Tax Unfairness

COMMENTARY Taxes

Tax Unfairness

May 16, 2003 2 min read
COMMENTARY BY
Edwin J. Feulner, PhD

Founder and Former President

Heritage Trustee since 1973 | Heritage President from 1977 to 2013

It's not often one can say France's tax policy make more sense than ours.

After all, in 2000, the average Frenchman paid 54 percent of his income in state and federal taxes, while the average American paid 42 percent. That, of course, is one reason why our economy is so much more robust than France's.

But there's one advantage to France's system: If a highly skilled, well paid employee makes the sensible decision to leave France to work in the United States, he leaves his high income tax rate behind. France taxes only those who work inside its borders.

Not so with the United States. Americans abroad still must pay U.S. income taxes, in addition to the income taxes of the country they're working in.

For now, these Americans enjoy at least some relief from the IRS. Under a tax code provision known as Section 911, they're not subject to income tax on the first $80,000 they earn in another country. While that may seem like a large exemption, consider that every penny earned over that amount is taxed twice. Talk about unfair!

Since the United States is the only developed nation that taxes its expatriates at all, you'd expect Congress would act to change the law. "The tax exclusion for overseas income should be expanded," Thomas Donohue, president of the U.S. Chamber of Commerce, said recently. He correctly observed that Americans overseas "play a vital role in promoting our national interests, and their presence helps support U.S. exports and creates U.S.-based jobs."

Unfortunately, the Senate recently passed a tax bill that would repeal Section 911, meaning any income earned by Americans abroad would be subject to U.S. taxes, just as if it had been earned in this country.

Lawmakers took this step because they claim it would "reduce the cost" of the tax cut they're trying to hammer out. Some senators estimate that repealing Section 911 will increase tax revenue by $32 billion over the next 10 years.

But such shortsighted measures ignore the real reasons to cut taxes: To encourage job creation and economic growth. According to PricewaterhouseCoopers and Johns Hopkins University economists, eliminating Section 911 would reduce U.S. exports by $8.7 billion and cost nearly 150,000 U.S.-based jobs.

Plus, as my Heritage Foundation colleague Daniel Mitchell wrote recently, "Repealing Section 911 would significantly increase the cost of employing American citizens and make it more likely that foreigners would get these jobs instead." So the overall cost of scrapping Section 911 -- in American jobs and tax revenues -- would probably be far greater than any expected savings.

There are things Congress can, and should, do. Recent Heritage research shows that even a relatively modest $550 billion tax cut can stimulate the economy and create hundreds of thousands of jobs -- if the right taxes are cut.

Congress should eliminate the individual income tax on dividends, accelerate the reduction in marginal tax rates, wipe out the "marriage penalty" and increase the child tax credit from $600 to $1,000. Our computer models show these steps would create explosive growth. In fact, simply eliminating the dividend tax would create 488,000 jobs over the next five years.

Tax measures should be designed to encourage people to work, save and invest. An intelligent tax cut would do just that. However, repealing Section 911 would only harm American workers and, ultimately, make us less competitive overseas.

Let's take the right steps, and make sure that overtaxed France remains just a speck in our economy's rearview mirror.

Edwin J. Feulner, Ph.D., is the president of The Heritage Foundation (www.heritage.org), a Washington-based public policy research institute.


Exercise requirements
Filter the entries for lines with the word "label".

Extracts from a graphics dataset
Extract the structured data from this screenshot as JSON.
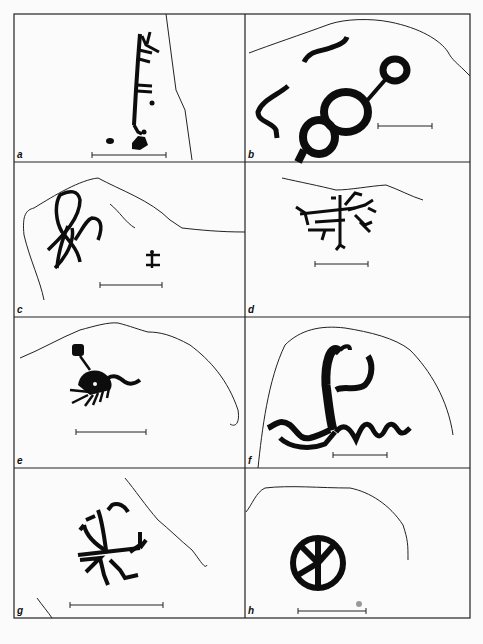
{
  "figure": {
    "type": "petroglyph-plate",
    "panels": [
      {
        "id": "a",
        "label": "a",
        "description": "Vertical comb-like figure with horizontal strokes, branching top, small dots near base; rock edge line at right",
        "has_scale_bar": true
      },
      {
        "id": "b",
        "label": "b",
        "description": "Chain of three rings joined by a line to a small loop, with two curved wavy strokes; rock outline at top",
        "has_scale_bar": true
      },
      {
        "id": "c",
        "label": "c",
        "description": "Interlaced looping curves and small cross-like figure; rock outline",
        "has_scale_bar": true
      },
      {
        "id": "d",
        "label": "d",
        "description": "Branching linear figure with multiple short strokes; rock outline at top",
        "has_scale_bar": true
      },
      {
        "id": "e",
        "label": "e",
        "description": "Figure with round head on a stalk, body with comb-like legs and a tail; rock outline",
        "has_scale_bar": true
      },
      {
        "id": "f",
        "label": "f",
        "description": "Figure with raised curved arms and long undulating wavy line; rock outline",
        "has_scale_bar": true
      },
      {
        "id": "g",
        "label": "g",
        "description": "Radiating branching figure with forked arms and legs; rock edge lines",
        "has_scale_bar": true
      },
      {
        "id": "h",
        "label": "h",
        "description": "Wheel / circle with radiating spokes; rock outline",
        "has_scale_bar": true
      }
    ]
  },
  "colors": {
    "ink": "#0d0d0d",
    "paper": "#fbfbfb",
    "frame": "#222222"
  }
}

Reply
        "label": "a",
        "label": "b",
        "label": "c",
        "label": "d",
        "label": "e",
        "label": "f",
        "label": "g",
        "label": "h",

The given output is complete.